Normal Wasn't



Many of my friends and family are talking about not going back to the old normal - because the old normal wasn’t. At all.

It was never normal to be busy every minute of every day. It was never normal to be answering emails on days off just to catch up. It was never normal to be held hostage by your phone. It was never normal to race from playdate to movie theater to restaurant to football game, numbing ourselves with passive entertainment in desperate attempts to never miss out - on anything.  It was never normal to spend hours commuting in our cars, listening to podcasts about climate change as we pumped more CO2 emissions into the air.

Like the frog in the frying pan who heats up so gradually that he doesn’t realize he’s dying, we humans were oblivious to our slow mutual suicide. We were not just killing ourselves - we were annihilating our only home.

The arrival of Covid -19 dumped us out of our sizzling-hot frying pan into the frigid waters of the unknown. The cold shocked us into startled wakefulness. Sitting at home, shivering in isolation, we have had long hours to contemplate the old “normal”. And I have realized something. I don’t want to return to what was.

They tell us that the present pandemic is caused by a novel coronavirus.
Novel. Unknown, new, unfamiliar, unusual, unprecedented, unique, rare, surprising, strange, singular. Covid-19 has been all of those. More than anything, we have learned that the old ways don’t work.

Novel: fresh, new, imaginative, creative, revolutionary, trailblazing, groundbreaking, pioneering. As we remake our lives, we may have no choice but to become novel. Novel or die.

Let’s not jump back into the frying pan. Let’s envision and create a new future. How might this novel future look? One where everyone has enough to eat, shelter, and basic healthcare. One where our essential workers - nurses, doctors, grocery store clerks and stockers, utility workers, teachers, truckers and stevedores make a living wage. One where we recognize and guarantee that animals, trees, and water sources have inalienable rights. A future in which we slow down enough to bask in gratitude for the chance to draw breath.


WHAT YOU NEED TO DO – Copy out each line of the data holding "visible".

**** EXTRACTED ENTRIES

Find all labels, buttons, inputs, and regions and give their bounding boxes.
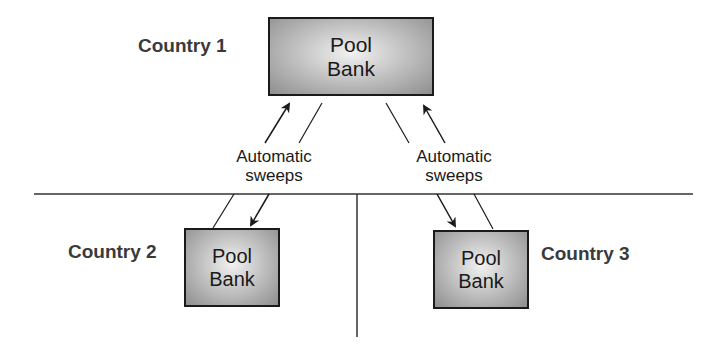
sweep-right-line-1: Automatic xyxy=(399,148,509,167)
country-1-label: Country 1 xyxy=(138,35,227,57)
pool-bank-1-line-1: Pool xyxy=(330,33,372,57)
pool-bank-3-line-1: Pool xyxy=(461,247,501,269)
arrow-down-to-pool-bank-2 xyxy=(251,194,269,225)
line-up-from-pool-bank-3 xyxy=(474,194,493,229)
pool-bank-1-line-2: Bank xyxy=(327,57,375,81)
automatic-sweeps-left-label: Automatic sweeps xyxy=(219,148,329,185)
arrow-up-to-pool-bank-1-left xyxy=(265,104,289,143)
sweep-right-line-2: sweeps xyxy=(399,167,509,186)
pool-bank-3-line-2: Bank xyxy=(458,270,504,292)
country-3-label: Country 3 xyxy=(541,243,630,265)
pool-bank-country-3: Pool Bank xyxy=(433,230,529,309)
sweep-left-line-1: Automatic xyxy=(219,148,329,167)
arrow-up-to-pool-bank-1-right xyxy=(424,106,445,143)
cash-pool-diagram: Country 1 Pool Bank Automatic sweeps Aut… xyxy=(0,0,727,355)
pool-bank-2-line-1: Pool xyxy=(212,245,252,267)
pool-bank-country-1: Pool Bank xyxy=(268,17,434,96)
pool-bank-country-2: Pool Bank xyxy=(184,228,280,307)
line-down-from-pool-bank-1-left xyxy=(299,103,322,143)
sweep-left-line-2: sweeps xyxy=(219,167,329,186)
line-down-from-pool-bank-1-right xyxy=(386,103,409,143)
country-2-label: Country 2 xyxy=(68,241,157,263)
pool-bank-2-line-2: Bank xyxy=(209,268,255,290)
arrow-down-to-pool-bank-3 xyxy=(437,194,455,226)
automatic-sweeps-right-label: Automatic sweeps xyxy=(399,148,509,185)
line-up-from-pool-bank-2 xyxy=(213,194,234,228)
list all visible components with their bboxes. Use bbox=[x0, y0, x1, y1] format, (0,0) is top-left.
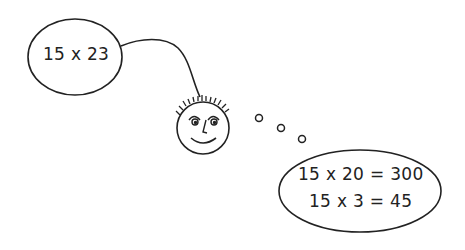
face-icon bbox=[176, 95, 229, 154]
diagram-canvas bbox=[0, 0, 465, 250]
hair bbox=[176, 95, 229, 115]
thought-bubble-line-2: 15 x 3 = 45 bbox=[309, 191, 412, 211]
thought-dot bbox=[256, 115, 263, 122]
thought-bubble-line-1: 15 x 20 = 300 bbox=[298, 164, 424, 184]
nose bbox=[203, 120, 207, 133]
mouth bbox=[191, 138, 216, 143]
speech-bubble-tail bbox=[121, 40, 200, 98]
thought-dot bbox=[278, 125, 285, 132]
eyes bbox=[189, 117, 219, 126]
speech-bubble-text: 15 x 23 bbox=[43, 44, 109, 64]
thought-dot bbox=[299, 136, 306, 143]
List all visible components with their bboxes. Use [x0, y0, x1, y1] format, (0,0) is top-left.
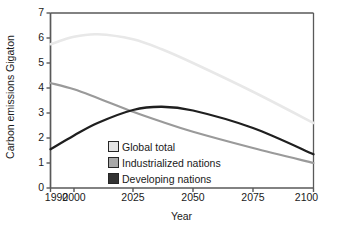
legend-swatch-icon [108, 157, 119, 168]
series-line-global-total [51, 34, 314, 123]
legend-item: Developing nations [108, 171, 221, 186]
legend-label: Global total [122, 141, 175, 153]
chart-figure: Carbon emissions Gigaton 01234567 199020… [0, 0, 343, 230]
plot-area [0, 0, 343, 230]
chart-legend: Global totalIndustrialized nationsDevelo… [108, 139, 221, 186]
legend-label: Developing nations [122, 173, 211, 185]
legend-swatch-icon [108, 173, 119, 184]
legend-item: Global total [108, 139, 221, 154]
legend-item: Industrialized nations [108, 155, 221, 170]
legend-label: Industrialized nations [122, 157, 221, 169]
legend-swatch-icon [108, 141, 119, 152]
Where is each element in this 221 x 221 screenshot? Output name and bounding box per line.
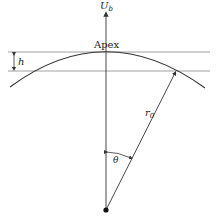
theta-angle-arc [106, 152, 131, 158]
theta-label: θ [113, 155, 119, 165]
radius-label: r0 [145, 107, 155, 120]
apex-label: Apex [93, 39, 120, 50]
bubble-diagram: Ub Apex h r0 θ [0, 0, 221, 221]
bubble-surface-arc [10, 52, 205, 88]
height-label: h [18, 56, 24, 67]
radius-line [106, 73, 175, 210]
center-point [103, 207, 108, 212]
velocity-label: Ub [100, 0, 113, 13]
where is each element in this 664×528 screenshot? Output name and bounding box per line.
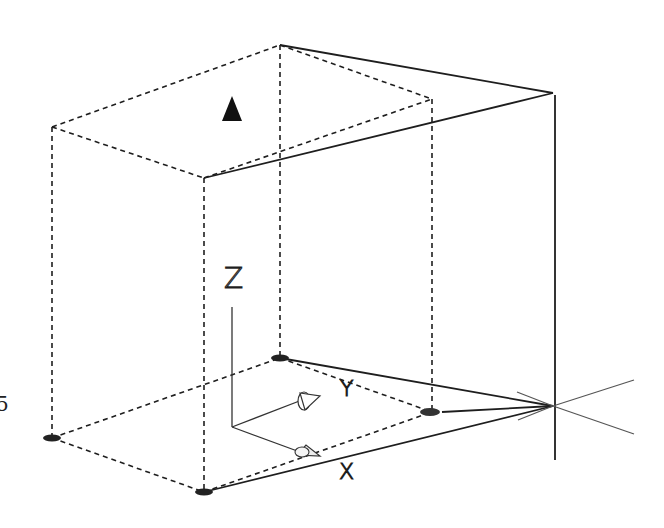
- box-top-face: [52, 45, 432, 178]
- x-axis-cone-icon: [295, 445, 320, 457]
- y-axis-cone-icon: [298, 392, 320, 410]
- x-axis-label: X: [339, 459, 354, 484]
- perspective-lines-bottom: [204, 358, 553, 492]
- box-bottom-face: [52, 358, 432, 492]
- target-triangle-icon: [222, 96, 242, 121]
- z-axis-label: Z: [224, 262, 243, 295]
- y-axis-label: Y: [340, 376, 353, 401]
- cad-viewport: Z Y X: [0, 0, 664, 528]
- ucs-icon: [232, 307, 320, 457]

********

TASK SOLUTION –
list all visible components with their bboxes. Use bbox=[x0, y0, x1, y1] format, (0,0) is top-left.
List all visible components with their bboxes. Use [x0, y0, x1, y1] format, (0,0) is top-left.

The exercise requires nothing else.